Not really. His feet were going to be crunched up at the end. But that didn’t matter.

“What?”

“Yeah,” he said. “Fine. Don’t worry about it, Bix.”

“I’m not,” she said. “If you’re uncomfortable, that’s just because you’re a sap. I don’t give a shit.”

“Good. That’s what I like to hear.”

“Great,” she said.

Then he walked out of the room and closed the door behind him, leaving his foundling in there.

He paused at the vacant bedroom two doors down from his own. He could always just get a bed and put it in there. She wouldn’t be here that long. It was probably more efficient than trying to get another one of the buildings ready.

He would think on that.

Until then, he had a very uncomfortable night to spend on the couch. And if it was penance a little bit... that was just fine too.

Bix didn’t know what to make of the situation she found herself in. Everybody at the King house had been nice. Very nice. And the food had been amazing. And then he had noticed that she was tired and...

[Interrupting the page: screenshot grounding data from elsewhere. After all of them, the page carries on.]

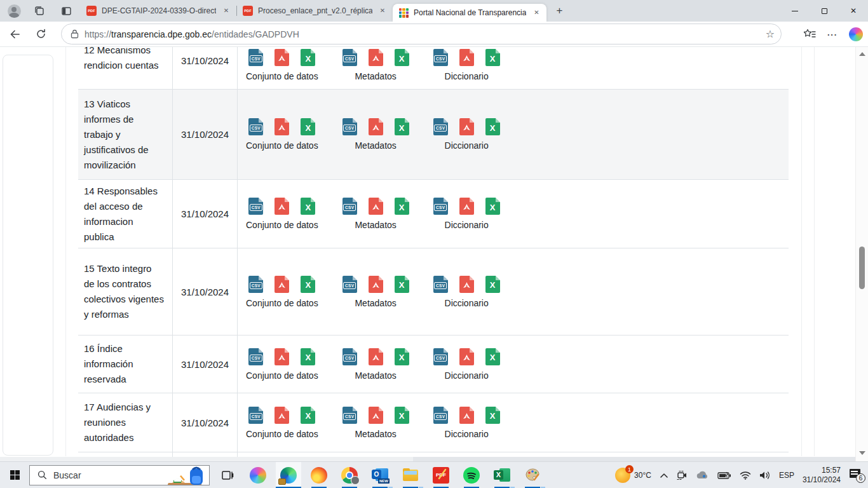 This screenshot has height=488, width=868. Describe the element at coordinates (15, 34) in the screenshot. I see `back-button` at that location.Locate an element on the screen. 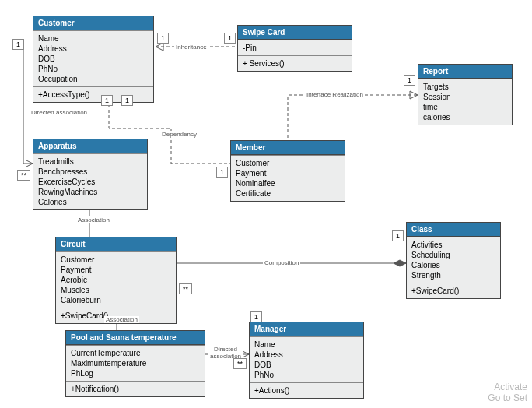 The width and height of the screenshot is (532, 408). class-apparatus: Apparatus Treadmills Benchpresses Excerc… is located at coordinates (90, 174).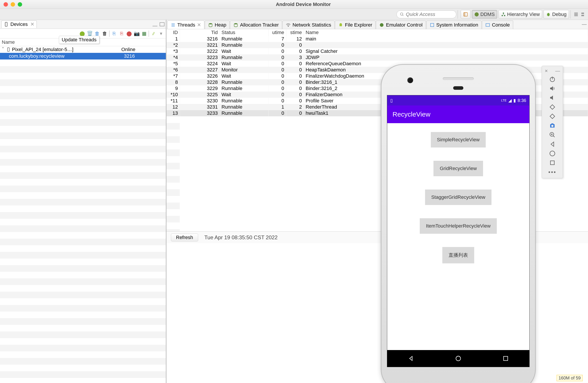 This screenshot has width=588, height=383. Describe the element at coordinates (173, 64) in the screenshot. I see `cell-id: *5` at that location.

She rubbed her chest where it felt sore.

She didn’t like feeling emotional. Not like this. It was annoying. She didn’t feel like it was fair. There was no call to go getting sappy or attached or anything like that.

He was just a guy. He was a guy that was helping her out.

What did it matter? What did he matter? He didn’t. They didn’t.

This was almost a con. When she thought about it. Because she was going to go right back to selling moonshine. She wasn’t getting on the straight and narrow or anything like that. He wasn’t actually making a difference in her life.

Whatever the hell he thought he was doing.

She went to the bathroom and took a minute to look around that space. He had a tub in there. She was going to use it. Tonight, or maybe early tomorrow morning. But she realized she needed to get her clothes moved out of the washing machine and into the dryer.

She walked out of the bedroom and made her way down to where the laundry room was. She dug through the washing machine and grabbed her clothes. Put them in the dryer and examined the settings. She didn’t know what the hell they meant. She took her best guess and hit the button. She figured she couldn’t go too wrong with More Dry.

She wanted her clothes to bemore dry, after all.

When she got them started, she walked out of the laundry room, and then stopped. There he was, at the end of the hallway, backlit. Shirtless. He just sort of stood there. And her mouth went dry. Because he was...

He wasbuilt.

She had known that. She had been able to tell that, seeing him in his uniform. That he had broad shouldersand a muscular chest. That his waist was narrow. He was tall. Exceptionally tall.

But that hint of his physique in the uniform hadn’t fully prepared her for this.

For the sight of his well-defined pectoral muscles dusted with dark hair, the firmly ridged abs on his stomach.

She did not get foolish about men. Because she couldn’t afford it.

Her personal economy was always such that sexy men were just way too expensive.

But right now, she was immobilized by it. By him.

“Sorry,” she said, suddenly realizing that she was standing there ogling him.